[Books and Habits from the Lectures of Lafcadio Hearn by Lafcadio Hearn]@TWC D-Link book
Books and Habits from the Lectures of Lafcadio Hearn

INTRODUCTION
10/12

But the lecture gives us, I think, an extraordinary insight into ourselves, a power of self-criticism almost disconcerting as we realize not only the persistence of ethical ideals in the past, but also the possible career of new ethical systems as they may permeate the books written to-day.

To what standard will the reader of our contemporary literature be unconsciously moulded?
What account will be given of literature a thousand years from now, when a later critic informs himself of our ethics in order to understand more vitally the pages in which he has been brought up?
Partly to inform his Japanese students still further as to our ethical tendencies in literature, and partly I think to indulge his own speculation as to the morality that will be found in the literature of the future, Hearn gave his remarkable lectures on the ant-world, following Fabre and other European investigators, and his lecture on "The New Ethics." When he spoke, over twenty years ago, the socialistic ideal had not gripped us so effectually as it has done in the last decade, but he had no difficulty in observing the tendency.

Civilization in some later cycle may wonder at our ambition to abandon individual liberty and responsibility and to subside into the social instincts of the ant; and even as it wonders, that far-off civilization may detect in itself ant-like reactions which we cultivated for it.

With this description of the ant-world it is illuminating to read the two brilliant chapters on English and French poems about insects.

Against this whole background of ethical theory, I have ventured to set Hearn's singularly objective account of the Bible.
In the remaining four chapters Hearn speaks of the "Kalevala," of the mediaeval romance "Amis and Amile," of William Cory's "Ionica," and of Theocritus.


- [Your goal]:
Quote these lines exactly: the one that holds "Locate an element on the screen. The" and every line after it to the end of the material below. Skip pictures.

- [Material supplied]:
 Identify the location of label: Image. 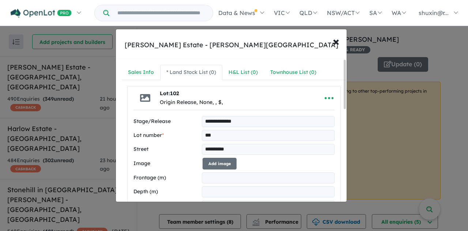
(167, 164).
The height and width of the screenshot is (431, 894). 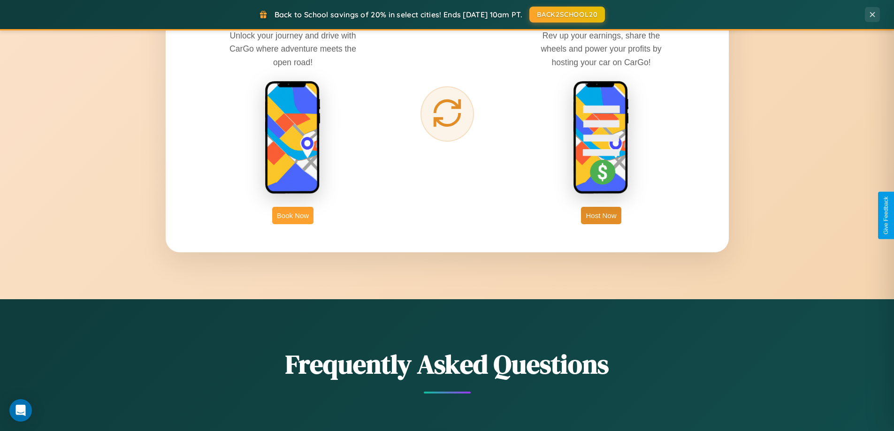 I want to click on img: host phone, so click(x=601, y=138).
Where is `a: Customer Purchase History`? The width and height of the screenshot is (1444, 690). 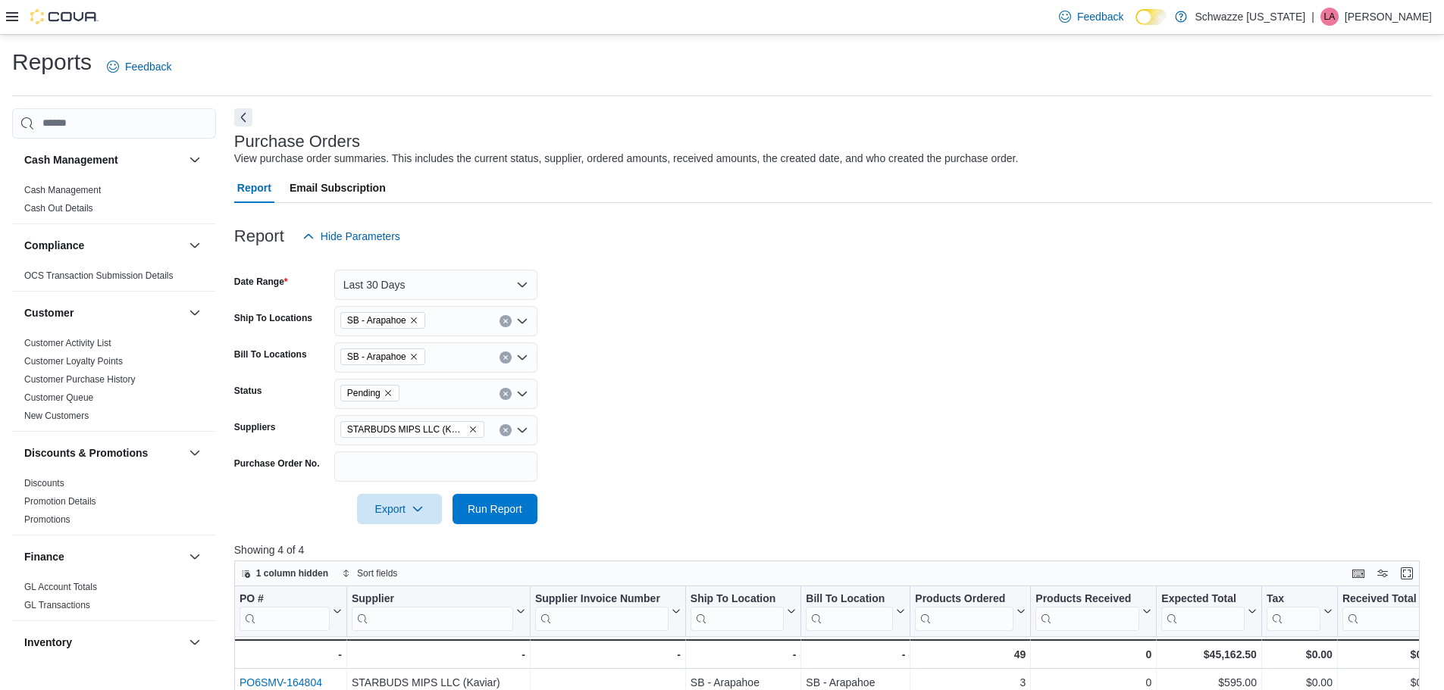
a: Customer Purchase History is located at coordinates (80, 380).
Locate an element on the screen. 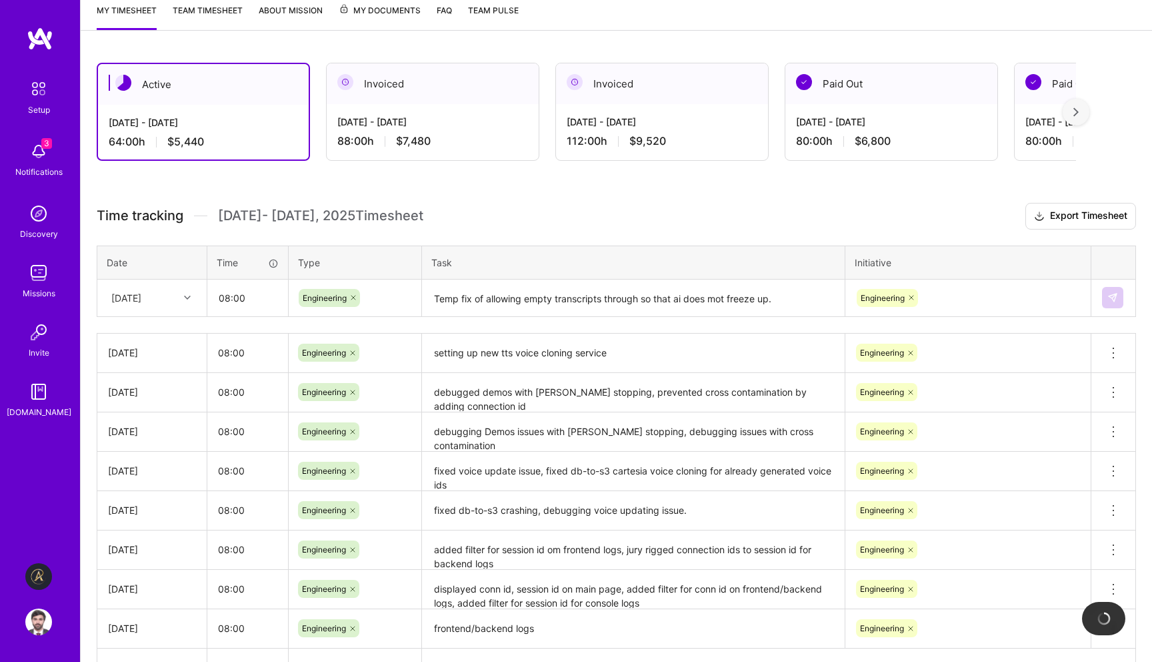  textarea: fixed db-to-s3 crashing, debugging voice updating issue. is located at coordinates (634, 510).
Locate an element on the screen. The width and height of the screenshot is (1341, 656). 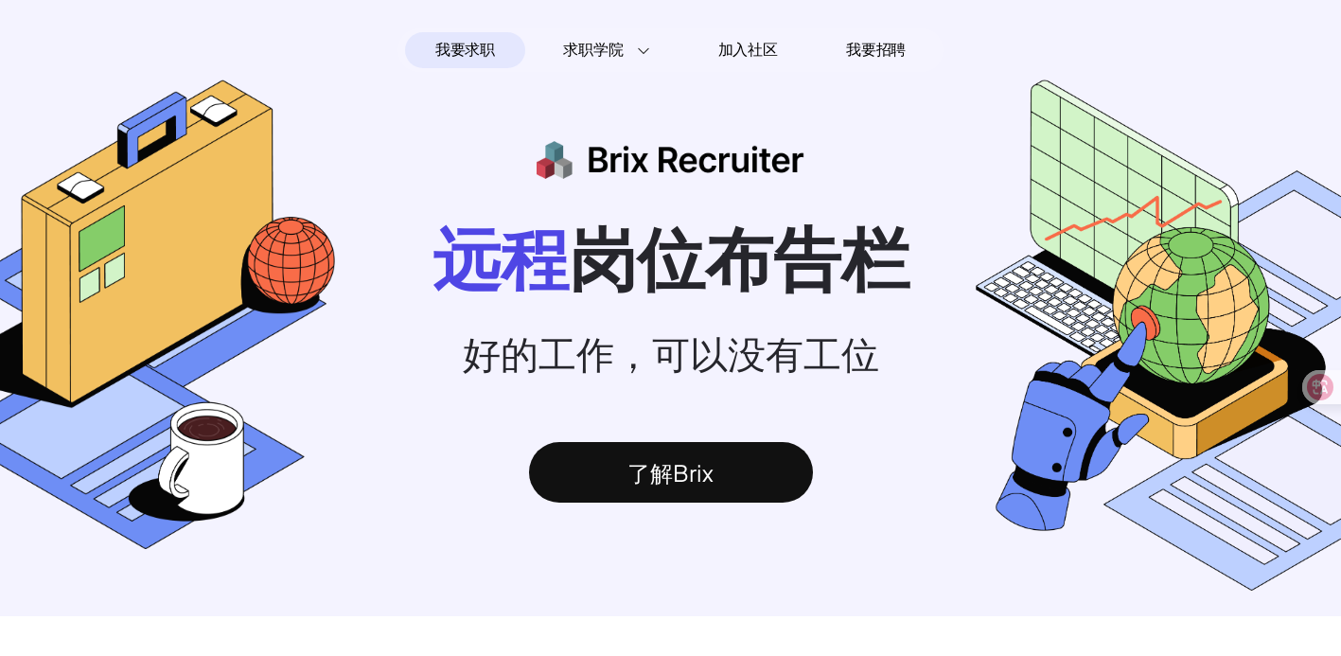
span: 我要求职 is located at coordinates (465, 50).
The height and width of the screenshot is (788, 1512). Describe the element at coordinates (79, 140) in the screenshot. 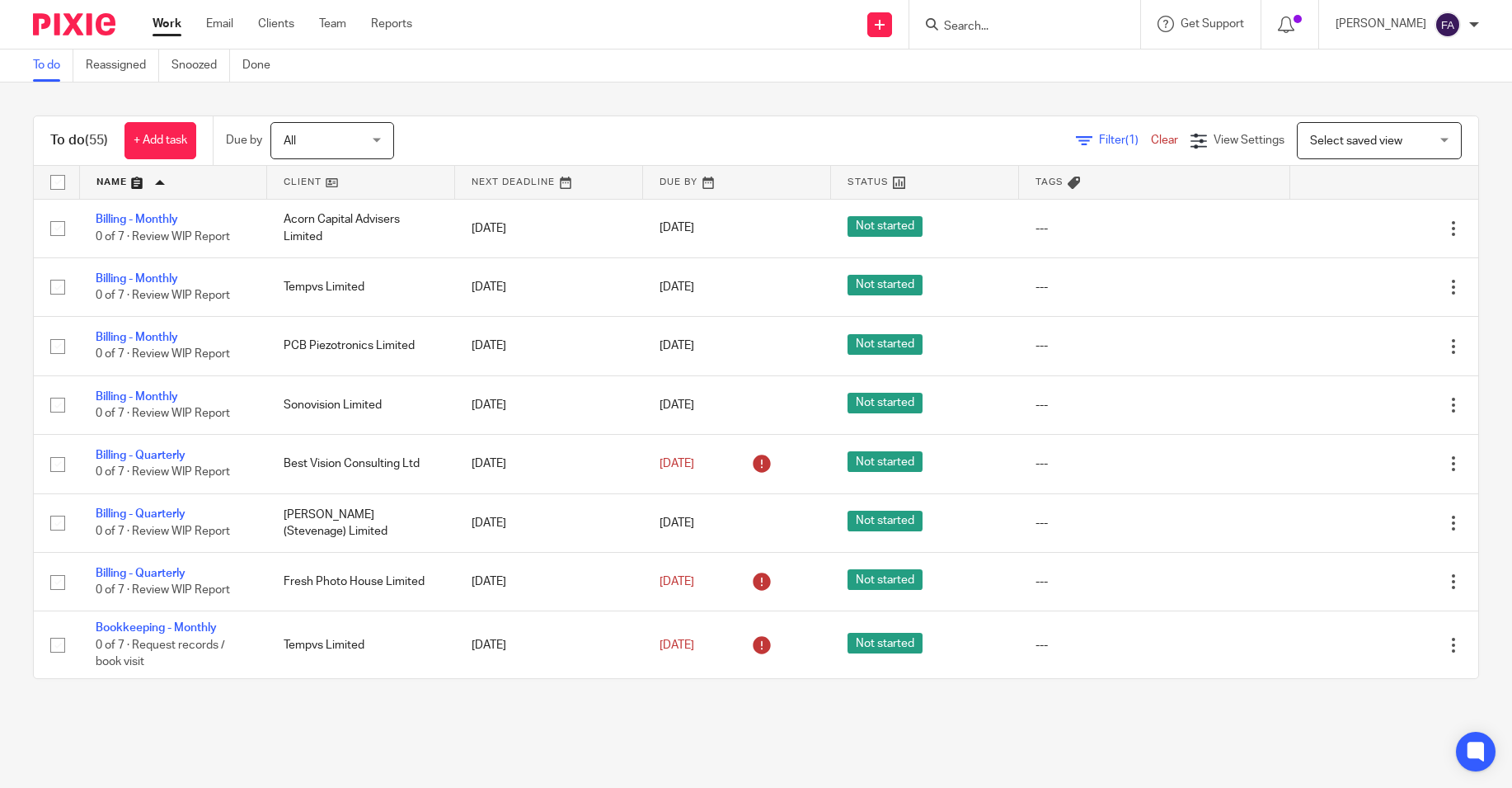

- [Response to this task]:
Locate an element on the screen. The width and height of the screenshot is (1341, 656). 
span: 我要求职 is located at coordinates (465, 50).
The height and width of the screenshot is (788, 1512). Describe the element at coordinates (79, 140) in the screenshot. 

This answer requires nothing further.